ArticleDateDistrictCategory
News:2026-01-15/Enforcement/alipurduar-district-police-destroy-illegally-cultivated-cannabis-plants-in-purba-narathali-kumargram15 January 2026AlipurduarEnforcement
News:2025-09-24/Enforcement/cooch-behar-district-police-destroy-marijuana-cultivation-across-multiple-locations-in-coordinated-operation-224 September 2025Cooch BeharEnforcement

See Also

References

  1. 1.0 1.1 Indian Hemp Drugs Commission, Report of the Indian Hemp Drugs Commission, 1893–1894, Simla: Government Central Printing Office, 1894, vol. III, Appendices, Miscellaneous, p. 16.
  2. 2.0 2.1 Rahman, A.M., Nemoto, K., Matsushima, K., Uddin, S.B. & Sarwar, A.K.M.G., "A History of Cannabis (Ganja) as an Economic Crop in Bangladesh from the Late 18th Century to 1989," Tropical Agriculture and Development 66(1), 2022, pp. 21–32.
  3. 3.0 3.1 3.2 3.3 Rahman, A.M.D., Matsushima, K., Uddin, S.B., Sarwar, A.K.M.G. & Nemoto, K., "Traditional Cultivation and the Production System of Cannabis by the Ganja Society in Naogaon, Bangladesh," Tropical Agriculture and Development 67(4), 2023, pp. 99–109, DOI 10.11248/jsta.67.99.
  4. 4.0 4.1 4.2 O'Malley, L.S.S., Bengal District Gazetteers: Rajshahi, Calcutta: Bengal Secretariat Book Depot, 1916, pp. 44–45.
  5. 5.0 5.1 Mills, James H., Cannabis Britannica: Empire, Trade, and Prohibition 1800–1928, Oxford: Oxford University Press, 2003, ch. 3.
  6. Rahman, A. et al., "Reviving industrial hemp in Bangladesh: opportunity, challenges, and prospects," Indian Journal of Natural Products and Resources, 2024.
  7. Hansard, House of Commons, 2 March 1893, vol. 9, c. 822.
  8. 8.0 8.1 8.2 Indian Hemp Drugs Commission, Report, 1894, vol. I, ch.
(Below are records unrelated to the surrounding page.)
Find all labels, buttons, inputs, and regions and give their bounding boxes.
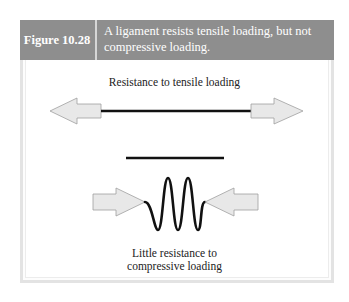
arrow-right-outward-icon	[251, 98, 303, 124]
tensile-label: Resistance to tensile loading	[0, 76, 349, 88]
compressive-label: Little resistance to compressive loading	[0, 247, 349, 273]
arrow-left-outward-icon	[50, 98, 101, 124]
arrow-left-inward-icon	[205, 188, 258, 216]
arrow-right-inward-icon	[93, 188, 145, 216]
compressive-label-line1: Little resistance to	[0, 247, 349, 260]
compressed-ligament-wave	[145, 178, 205, 230]
compressive-label-line2: compressive loading	[0, 260, 349, 273]
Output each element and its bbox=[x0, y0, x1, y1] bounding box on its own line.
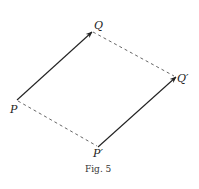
label-P-prime: P′ bbox=[92, 147, 103, 160]
label-Q-prime: Q′ bbox=[177, 72, 189, 85]
label-P: P bbox=[9, 103, 18, 116]
dashed-QQp bbox=[93, 32, 174, 76]
parallelogram-diagram: Q P Q′ P′ Fig. 5 bbox=[0, 0, 199, 189]
figure-caption: Fig. 5 bbox=[85, 164, 112, 174]
vector-PQ bbox=[17, 32, 92, 100]
label-Q: Q bbox=[94, 19, 103, 32]
vector-PpQp bbox=[98, 77, 176, 147]
dashed-PPp bbox=[18, 101, 97, 146]
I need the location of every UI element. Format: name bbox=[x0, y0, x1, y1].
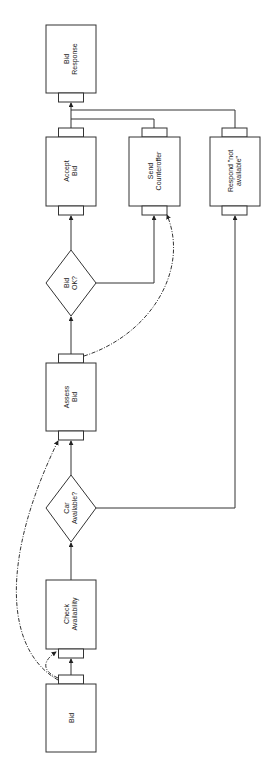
flowchart-canvas: BidResponse AcceptBid SendCounteroffer R… bbox=[0, 0, 262, 774]
label-bid: Bid bbox=[68, 713, 75, 723]
label-respond-not-available: Respond "notavailable" bbox=[227, 150, 242, 192]
label-bid-ok: BidOK? bbox=[63, 276, 78, 290]
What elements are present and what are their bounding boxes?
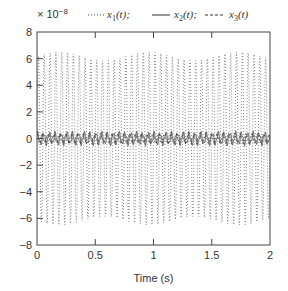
x-tick-label: 0 bbox=[34, 249, 40, 261]
plot-area bbox=[37, 32, 270, 245]
legend: × 10−8 x1(t); x2(t); x3(t) bbox=[37, 7, 249, 23]
x-axis-title: Time (s) bbox=[134, 272, 174, 284]
y-tick-label: −2 bbox=[19, 159, 32, 171]
y-tick-label: −4 bbox=[19, 186, 32, 198]
y-axis: 86420−2−4−6−8 bbox=[19, 26, 43, 251]
x-tick-label: 0.5 bbox=[88, 249, 103, 261]
y-tick-label: 2 bbox=[26, 106, 32, 118]
x-tick-label: 2 bbox=[267, 249, 273, 261]
legend-x3-label: x3(t) bbox=[228, 8, 249, 23]
y-exponent-label: × 10−8 bbox=[37, 7, 68, 20]
y-tick-label: 6 bbox=[26, 53, 32, 65]
y-tick-label: 4 bbox=[26, 79, 32, 91]
y-tick-label: 8 bbox=[26, 26, 32, 38]
legend-x2-label: x2(t); bbox=[173, 8, 197, 23]
y-tick-label: 0 bbox=[26, 133, 32, 145]
x-tick-label: 1 bbox=[150, 249, 156, 261]
y-tick-label: −8 bbox=[19, 239, 32, 251]
x-tick-label: 1.5 bbox=[204, 249, 219, 261]
chart: × 10−8 x1(t); x2(t); x3(t) 86420−2−4−6−8… bbox=[0, 0, 288, 291]
legend-x1-label: x1(t); bbox=[106, 8, 130, 23]
y-tick-label: −6 bbox=[19, 212, 32, 224]
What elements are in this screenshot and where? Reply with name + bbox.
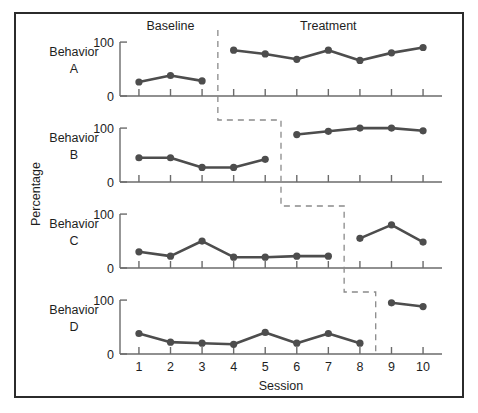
y-tick-label: 0 (107, 348, 114, 362)
data-point (198, 237, 205, 244)
panel-d: 0100BehaviorD (49, 294, 442, 362)
data-point (356, 124, 363, 131)
x-tick-label: 2 (167, 360, 174, 374)
data-point (262, 156, 269, 163)
data-point (325, 128, 332, 135)
panel-c: 0100BehaviorC (49, 208, 442, 276)
x-tick-label: 1 (135, 360, 142, 374)
data-point (419, 44, 426, 51)
panel-label-letter-a: A (70, 62, 79, 76)
x-tick-label: 8 (356, 360, 363, 374)
panel-label-letter-b: B (70, 148, 78, 162)
data-point (135, 154, 142, 161)
panel-label-b: Behavior (49, 131, 98, 145)
data-point (230, 341, 237, 348)
data-point (356, 57, 363, 64)
data-point (262, 329, 269, 336)
figure-border: 0100BehaviorA0100BehaviorB0100BehaviorC0… (14, 12, 464, 398)
x-tick-label: 3 (199, 360, 206, 374)
x-tick-label: 5 (262, 360, 269, 374)
data-point (167, 154, 174, 161)
data-point (198, 77, 205, 84)
data-point (356, 235, 363, 242)
data-point (325, 253, 332, 260)
data-point (388, 124, 395, 131)
data-point (388, 221, 395, 228)
panel-a: 0100BehaviorA (49, 36, 442, 104)
data-point (135, 330, 142, 337)
data-point (230, 164, 237, 171)
data-point (135, 78, 142, 85)
data-point (230, 254, 237, 261)
data-point (325, 330, 332, 337)
series-line-treatment (391, 303, 423, 307)
data-point (388, 299, 395, 306)
data-point (262, 254, 269, 261)
data-point (167, 253, 174, 260)
data-point (135, 248, 142, 255)
x-tick-label: 6 (293, 360, 300, 374)
panel-label-d: Behavior (49, 303, 98, 317)
y-tick-label: 0 (107, 90, 114, 104)
x-tick-label: 4 (230, 360, 237, 374)
x-axis-title: Session (259, 379, 304, 393)
y-tick-label: 0 (107, 262, 114, 276)
y-tick-label: 0 (107, 176, 114, 190)
data-point (293, 340, 300, 347)
data-point (167, 339, 174, 346)
data-point (325, 47, 332, 54)
x-tick-label: 10 (416, 360, 430, 374)
phase-label-treatment: Treatment (300, 19, 357, 33)
panel-label-letter-d: D (69, 320, 78, 334)
phase-label-baseline: Baseline (147, 19, 195, 33)
data-point (419, 127, 426, 134)
x-tick-label: 9 (388, 360, 395, 374)
panel-label-letter-c: C (69, 234, 78, 248)
data-point (293, 253, 300, 260)
data-point (198, 340, 205, 347)
data-point (198, 164, 205, 171)
data-point (230, 47, 237, 54)
y-axis-title: Percentage (29, 162, 43, 226)
data-point (293, 131, 300, 138)
data-point (167, 72, 174, 79)
panel-b: 0100BehaviorB (49, 122, 442, 190)
data-point (419, 239, 426, 246)
x-tick-label: 7 (325, 360, 332, 374)
multiple-baseline-chart: 0100BehaviorA0100BehaviorB0100BehaviorC0… (16, 14, 462, 396)
phase-change-step-line (218, 30, 376, 354)
data-point (419, 303, 426, 310)
phase-change-path (218, 30, 376, 354)
data-point (262, 50, 269, 57)
panel-label-c: Behavior (49, 217, 98, 231)
data-point (356, 340, 363, 347)
panel-label-a: Behavior (49, 45, 98, 59)
data-point (293, 56, 300, 63)
data-point (388, 49, 395, 56)
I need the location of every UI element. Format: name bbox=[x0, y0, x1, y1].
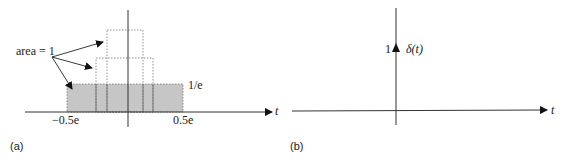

I.
  9. Rahman, M. Nazibor et al., "Bangladesh, Ganja (Cannabis sativa L.), Ganja society, Socio-Economic Contribution: Past, Present and Future," IOSR-JHSS 25(9), 2020, pp. 19–26.
  10. "British-era Naogaon cannabis society still basks in huge wealth," The Business Standard, Dhaka, 2022.